Monday, October 27, 2008

For the first time, I feel like I'm teaching ...

Since my Unit 2 test last Wednesday, I've embarked on a new project in chronological world history teaching that I think is working out better than I had anticipated.  

My Unit 2 was awkward.  It was an ill-fated attempt to use the textbook, as I decided to teach the Prologue to the book - looking back now it is a bizarro tribute to democracy and judeo-christian tradition as the foundations for the modern world as we know it.  Even if such is the case, the treatment in this section is really biased at best and at worst utterly confusing to teach as some sort of "prologue" to modern world history.  

My teaching of this section reflected this.  I was jumbled, unclear about what exactly the point of learning this was.  If I were to ask myself why we were really learning this it was, well ... its the first part of the textbook.  The worst part was that I could barely explain why we were learning it.  I didn't even get to the point where we put the different pieces together until the study review.  I caught myself explaining everything the day before the test and I thought to myself I should be doing this every day.  

Of course I know better than to just teach from the textbook, but to be honest, I'm completely burnt out on lesson planning, or planning in general.  I have quickly become the result of the idea of a 1st year teacher being entirely left to plan a year of World History given only an 11 year old textbook without any guiding curriculum, assistance, or other resources to create quality lessons.  I am pretty much out of tricks.

This doesn't mean I'm not still trying.  It just means that I've, perhaps positively, accepted the reality that this is going to be an uphill struggle, and that I can't expect myself to pull off a teaching masterpiece every day.  I've tried, and I can't.  

I have learned, however, that the textbook is not the answer.  Textbooks suck.  They suck the life right out of history.  They are like the enemy, and anything the enemy says is acidic bile to be violently spewed from one's brain in the minutes after your test.  I know this, I've been a student.  

So I've decided to take a new direction, to do my best to walk the middle ground: somewhere between the soul-less drudgery of the textbook lessons, with all of the question and answer worksheets, graphic organizers, and searching out a verbatim answer that students rarely understand - and the exciting, activity-based realm of history as a life-experience, learning to view the world, and the past through the eyes, or even better, perspectives of others.  This is where students learn to think outside of themselves and mature as they slowly open their minds to the remote possibility that others might have had it worse off than them.  

I feel like I've gotten a glimpse of the prior, and it is brutal.  It is the history I hate (to teach).  It is when things don't quite make sense because the textbook becomes the authority not the student.  

I feel like I'm slowly getting a glimpse of the latter.  I've been using a History Channel video called the "Dark Ages" to introduce my students to the Middle Ages.  Its been good to help students come to know multiple players, places, and events because it provides them with tons of visuals and context references for them to sequence and process material.  It isn't perfect, but with frequent stops and multiple reviews, I feel like the big picture of why we are learning this is slowly unfolding while we are learning, as opposed to the study review.  

I feel like I'm trying to put it all together for my students every day.  I think they understand and appreciate my transparency, they are definitely more receptive to the content than they've been, and I can tell by the increased participation in key students that the ideas are getting through better.  

Of course, I'm giving an open note quiz tomorrow so we'll see how it goes.  I'll post an update in a week or so.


Try it: Would you please give the entries again word for word, with no images in your copy?

= Beginning of Section =

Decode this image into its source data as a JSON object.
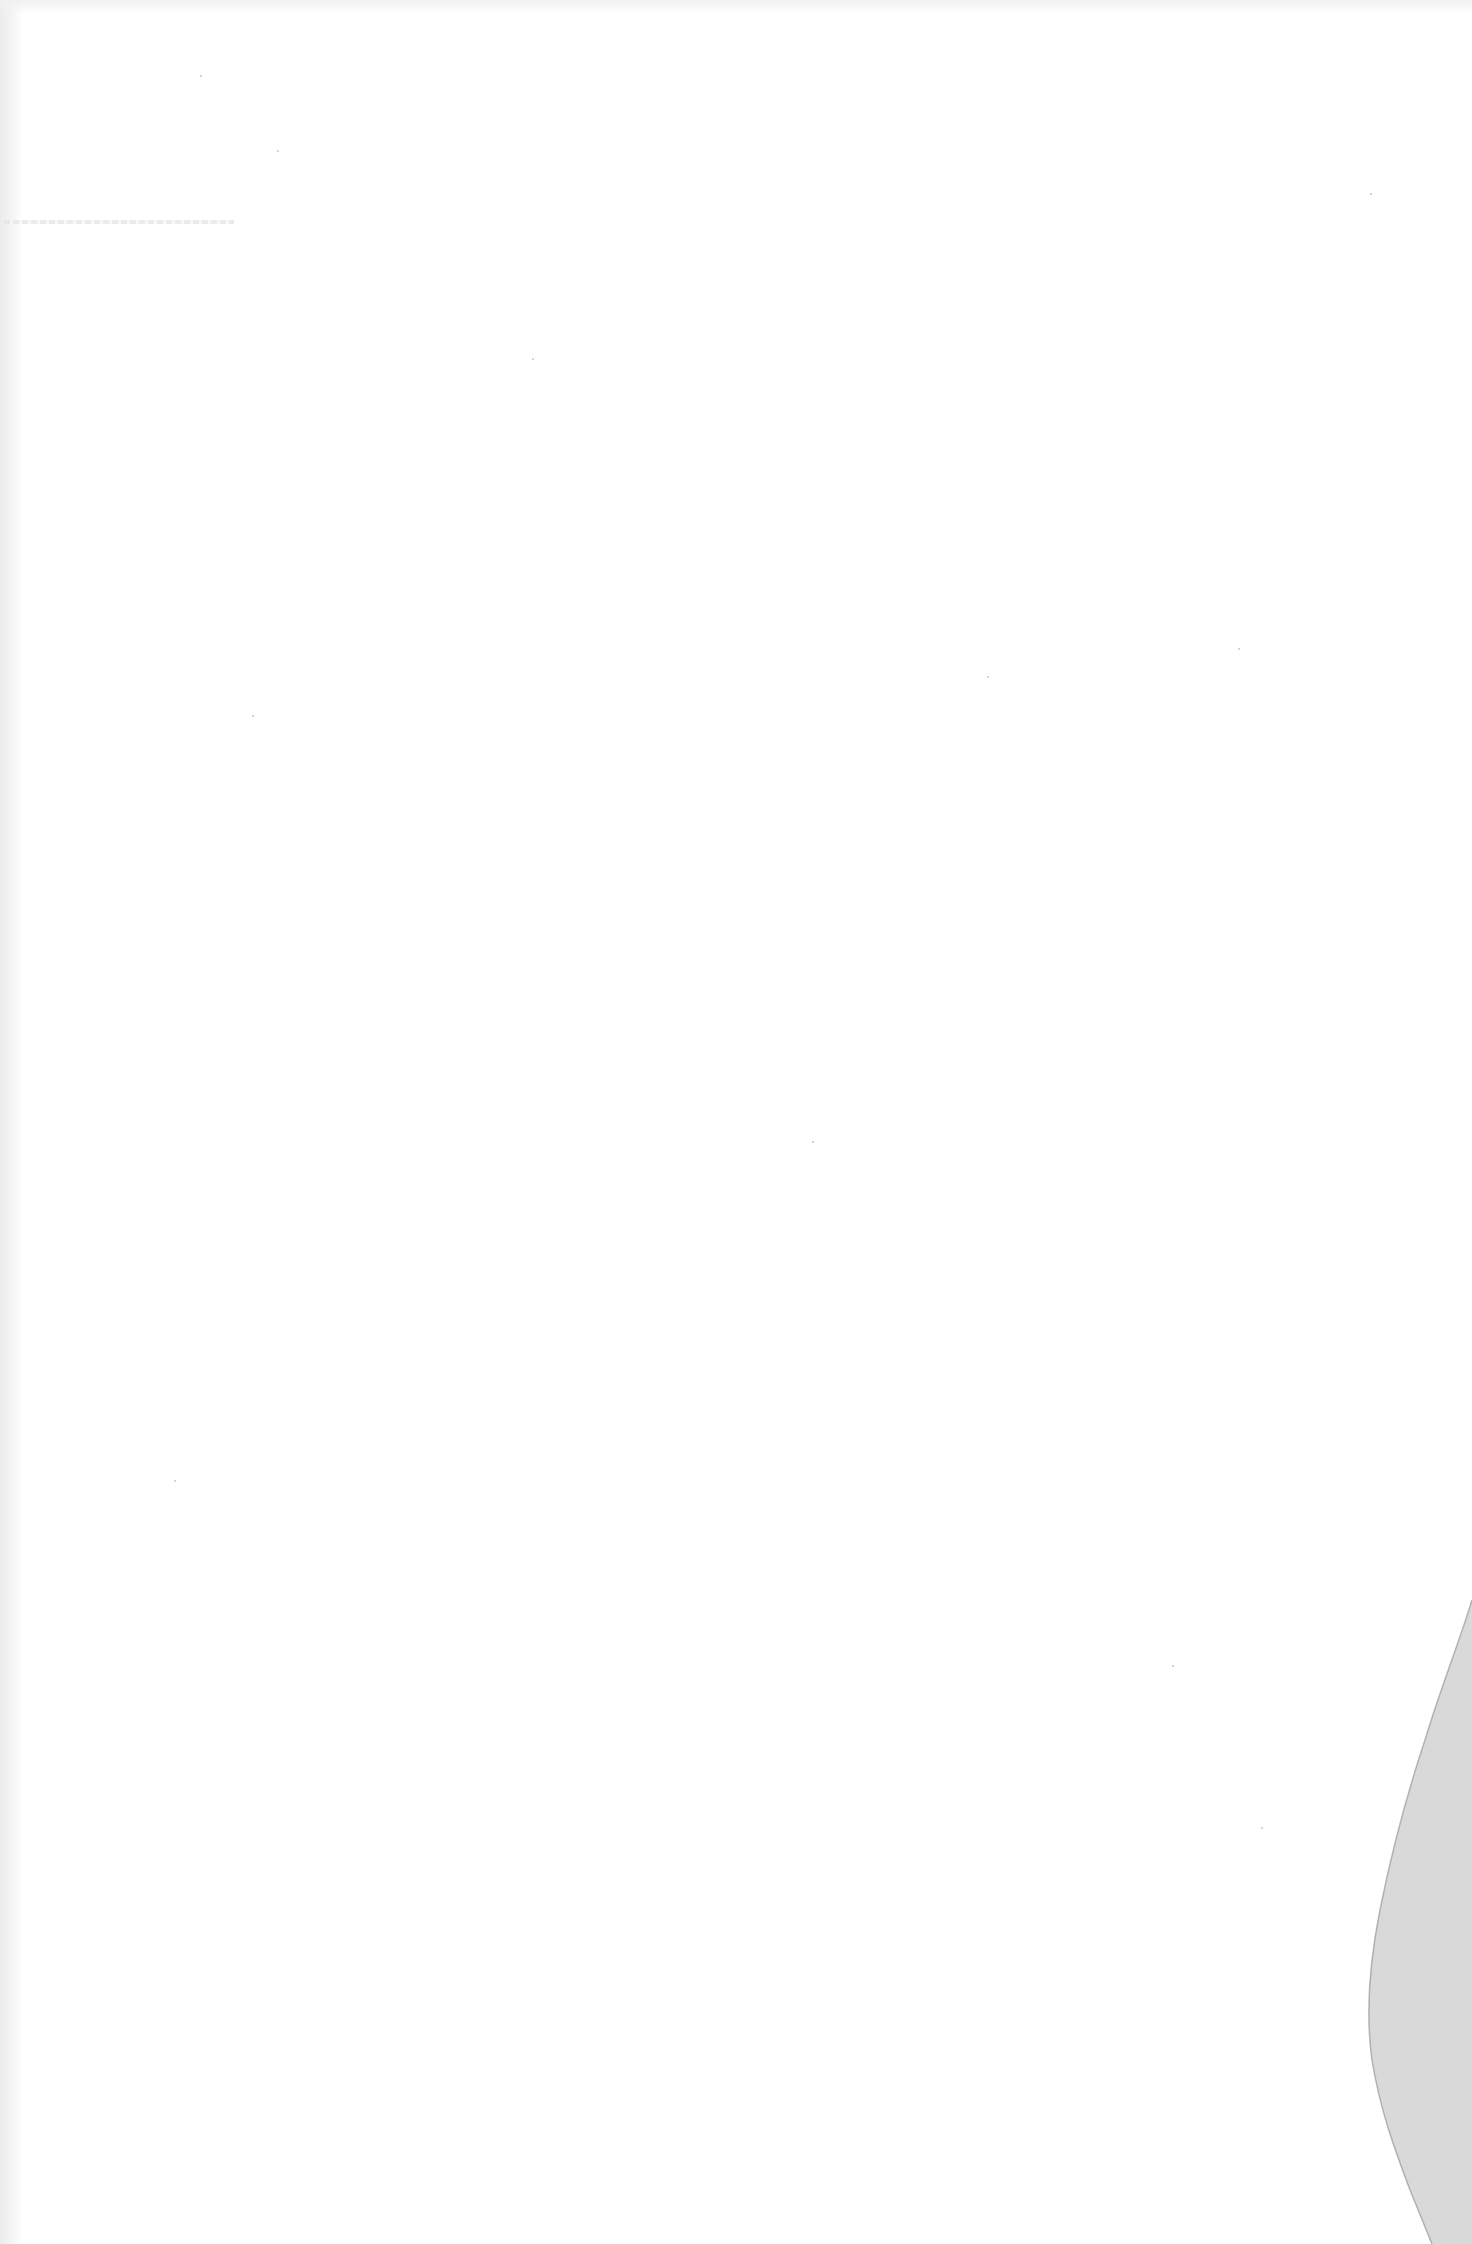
{
  "document": {
    "type": "scanned-page",
    "content": "",
    "state": "blank",
    "features": {
      "torn_corner": "bottom-right",
      "bleed_through": "faint, illegible marks near top-left"
    },
    "colors": {
      "paper": "#ffffff",
      "background": "#d9d9d9",
      "edge_shadow": "#ececec"
    }
  }
}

= End of Section =

Written response:
Decode this image into its source data as a JSON object.
{
  "document": {
    "type": "scanned-page",
    "content": "",
    "state": "blank",
    "features": {
      "torn_corner": "bottom-right",
      "bleed_through": "faint, illegible marks near top-left"
    },
    "colors": {
      "paper": "#ffffff",
      "background": "#d9d9d9",
      "edge_shadow": "#ececec"
    }
  }
}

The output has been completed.